The cocktails of uncertainty spark another significant concern too often overlooked in discussions of pesticides. The synthetic chemicals of concern tend to be the “active ingredients” in pesticide products. They are the chemicals whose names we’ve heard but can barely remember, much less spell—and also the ingredients that take care of the -cide part of the equation. They put an end to the target organisms.
In most pesticides the active ingredients make up only a small overall percentage of the product. The remaining ingredients are usually classified as “inert” or “inactive.” They often make up as much as 95 to 99 percent of the product, so they are not insignificant. However, they often are not identified and labeled. In fact, many are considered trade secrets. Got pesticide poisoning? You better hope that the poisoning hotline you call has been given a list of the inert ingredients. However, that is not the real concern.
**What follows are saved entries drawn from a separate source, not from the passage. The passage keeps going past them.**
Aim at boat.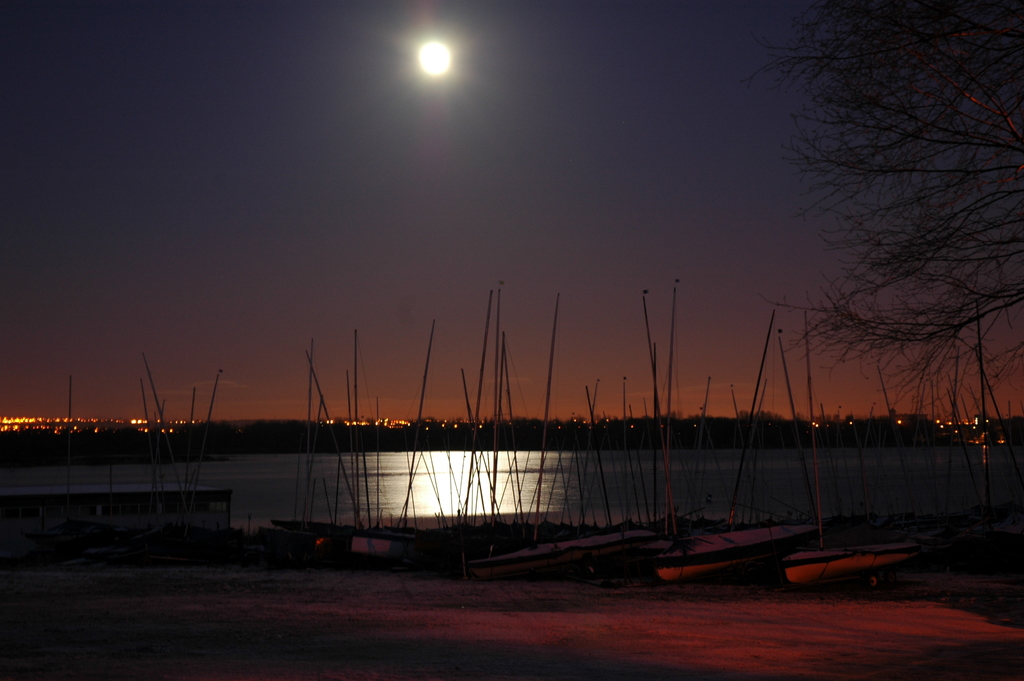
Aimed at 776,525,926,593.
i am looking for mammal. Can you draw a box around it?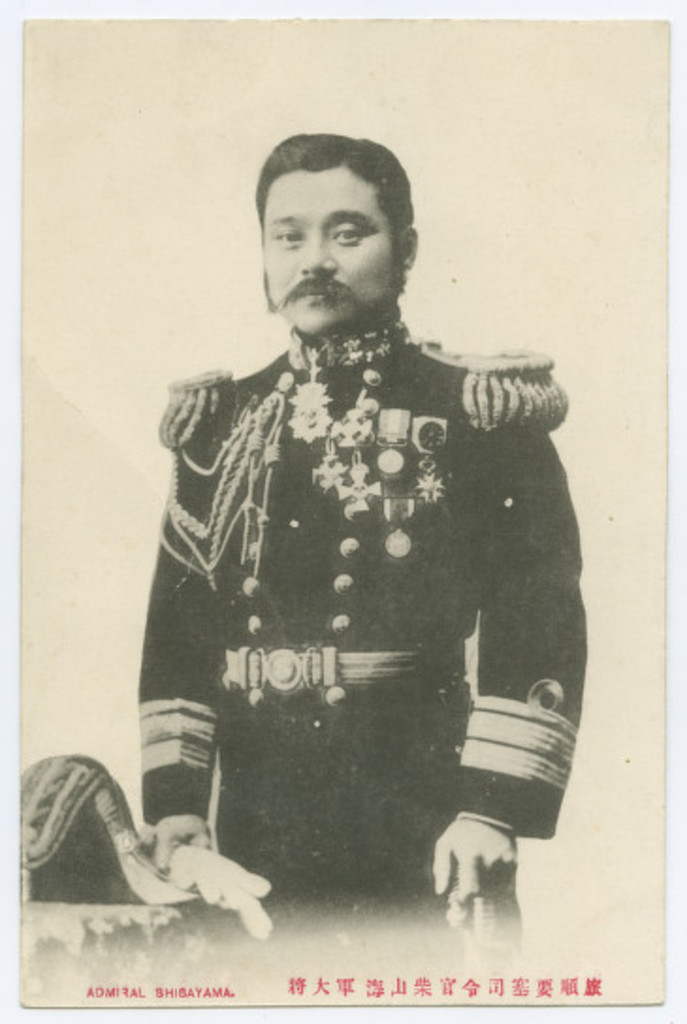
Sure, the bounding box is {"x1": 79, "y1": 181, "x2": 582, "y2": 909}.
The inert ingredients are there for a reason. They are intended to improve the performance of the pesticide in some fashion, acting as stickers, spreaders, penetrants, or emulsifiers, or working in other ways.5 The problem is that some adjuvants are designed to ensure that the active ingredient can penetrate cellular walls and even organelles (hardworking cell components that carry out a number of important biological tasks) in order to inflict the intended damage to the target, be it a plant, an insect, or another organism. These adjuvants can therefore do the same in nontarget organisms, such as humans or other animals. Cel
l walls and organelles contain critically important parts, such as DNA and other genetic material, that often have a negative charge; they are available for bonding with whatever may come their way with a positive charge, such as a pesticide’s active ingredient. The result? Genotoxicity, a phenomenon only recently being explored. One researcher aptly dubbed the result, “a molecular bull in a china shop.”6
If those AGRIOS tables are the bible for IPM, they are red flags for scientists like Johannes. According to the AGRIOS instructions, he explains, pesticides from captan and chlorpyriphos to dithianon and mancozeb can be applied from twelve to fourteen times in just one year as individual substances. “Now in the same time period, with between twenty-five and thirty different pesticides being sprayed, you get an enormous combined amount that is beyond evil. The industry has defined a toxicological value for each individual substance, so naturally the industry should also clarify the facts on how an approved value is reached.” This single value is sometimes exceeded, he states, but not normally. “However, on average, in the types of fruits and vegetables that are treated, one can find eight, nine, or ten, even twelve, thirteen, or fourteen different pesticides, which, in the totality of their combined active ingredients, are still totally unexplored. Every pharmacologist, every physician, strictly warns of consuming something like this. One can see the long-term effects.”
In the end, the concern expressed by the doctors of the region was not just that property lines were breached with pesticide drift: Bodies were also transgressed. The issue of “chemical trespass,” the unwanted intrusion of chemical substances into a person’s body, couldn’t be solved with hedgerows, buffers, or new spray techniques. And no one wanted their children to be born “prepolluted” as a result of pesticide exposure. Advances in scientific research are beginning to show how pesticide exposure can potentially impact not just parents, their children, or the unborn, but also the genetics carried forward by the generation in utero.